Retype every line from the start of the data down to and including the line with "Task: Click on the notes-icon: ✎". Skip the pictures.

Start of Extracted information

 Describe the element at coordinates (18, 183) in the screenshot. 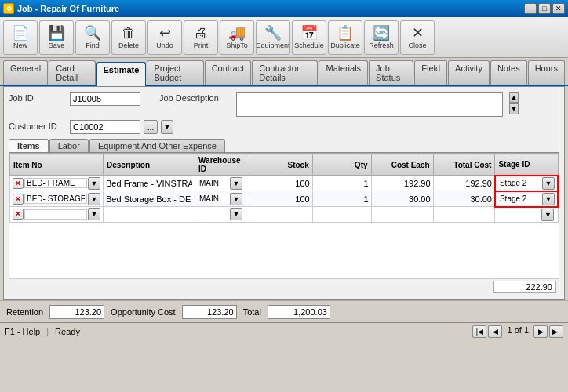

I see `row-0-delete-btn: ✕` at that location.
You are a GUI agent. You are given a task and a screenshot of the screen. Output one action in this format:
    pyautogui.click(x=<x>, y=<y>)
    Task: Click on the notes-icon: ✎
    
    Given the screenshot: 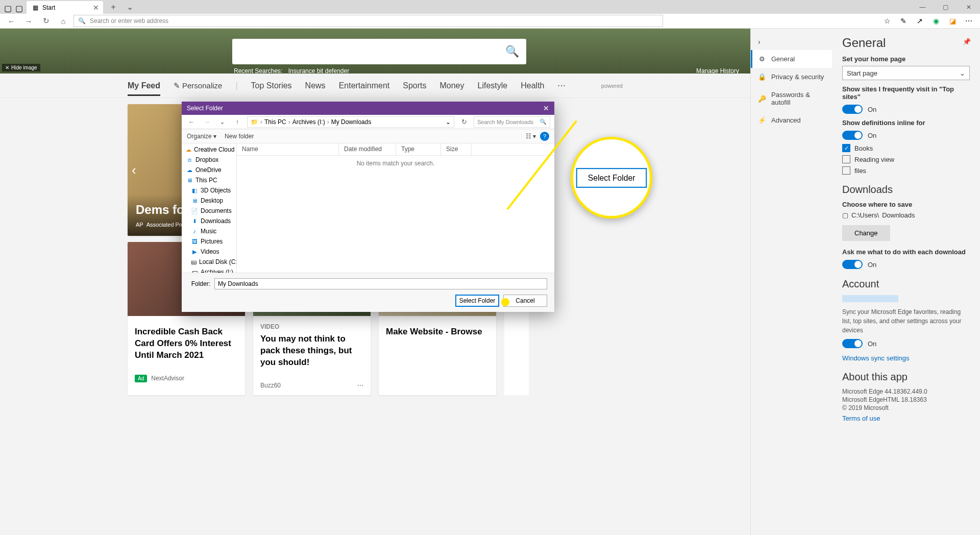 What is the action you would take?
    pyautogui.click(x=903, y=21)
    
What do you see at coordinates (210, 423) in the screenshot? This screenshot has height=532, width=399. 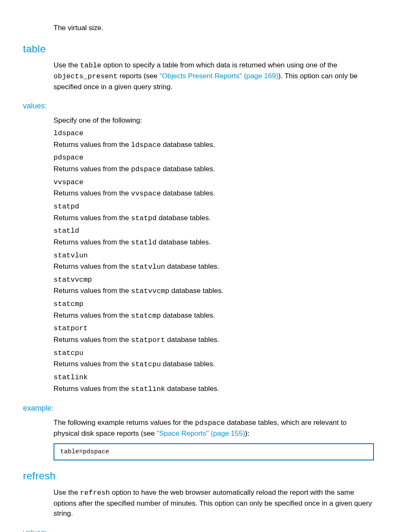 I see `example-code: pdspace` at bounding box center [210, 423].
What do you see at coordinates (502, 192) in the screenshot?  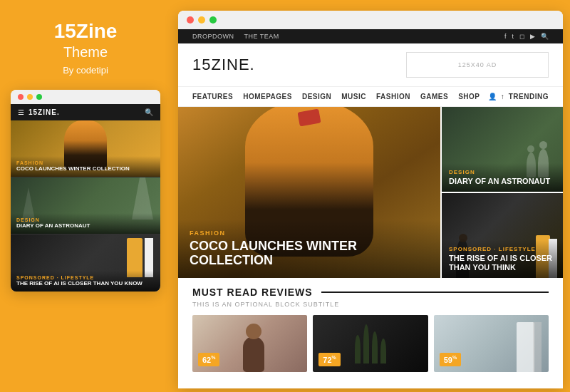 I see `hero-right-cards: DESIGN DIARY OF AN ASTRONAUT SPONSORED ·…` at bounding box center [502, 192].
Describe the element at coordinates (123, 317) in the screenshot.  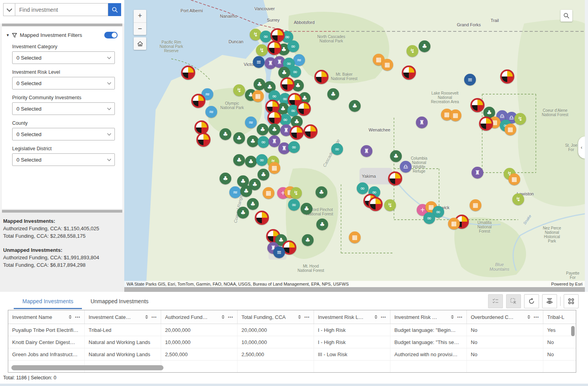
I see `column-header-1: Investment Cate…•••` at that location.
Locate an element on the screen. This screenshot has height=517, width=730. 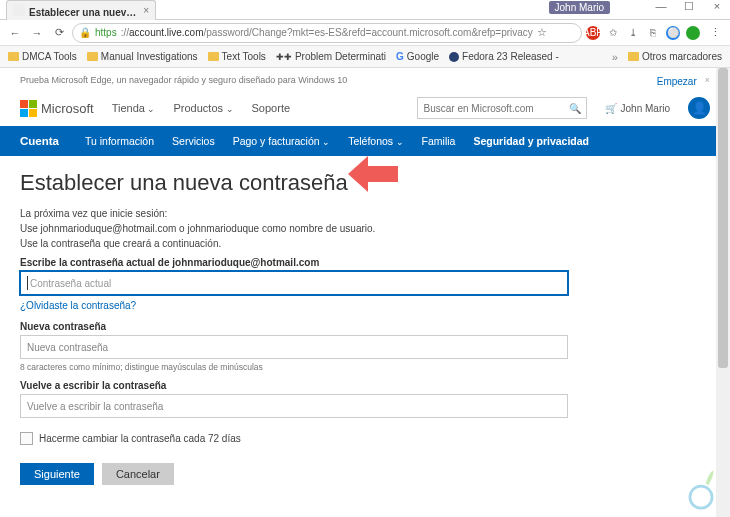
extension-icon: ⚪ is located at coordinates (673, 33).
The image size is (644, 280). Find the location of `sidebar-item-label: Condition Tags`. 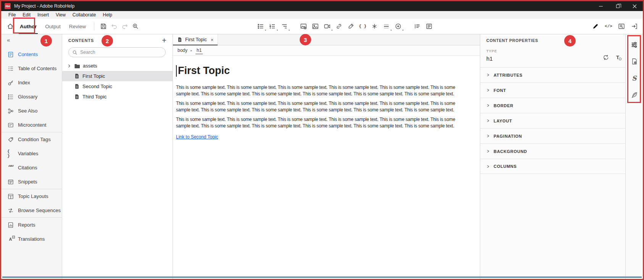

sidebar-item-label: Condition Tags is located at coordinates (34, 140).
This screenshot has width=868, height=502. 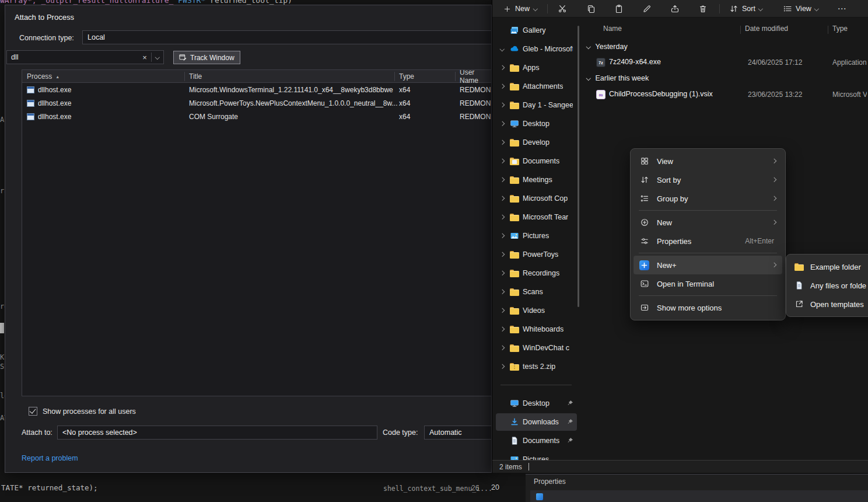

End of Extracted information

Reply to the exercise:
 Describe the element at coordinates (18, 183) in the screenshot. 

I see `row-0-delete-btn: ✕` at that location.
You are a GUI agent. You are given a task and a screenshot of the screen. Output one action in this format:
    pyautogui.click(x=<x>, y=<y>)
    Task: Click on the notes-icon: ✎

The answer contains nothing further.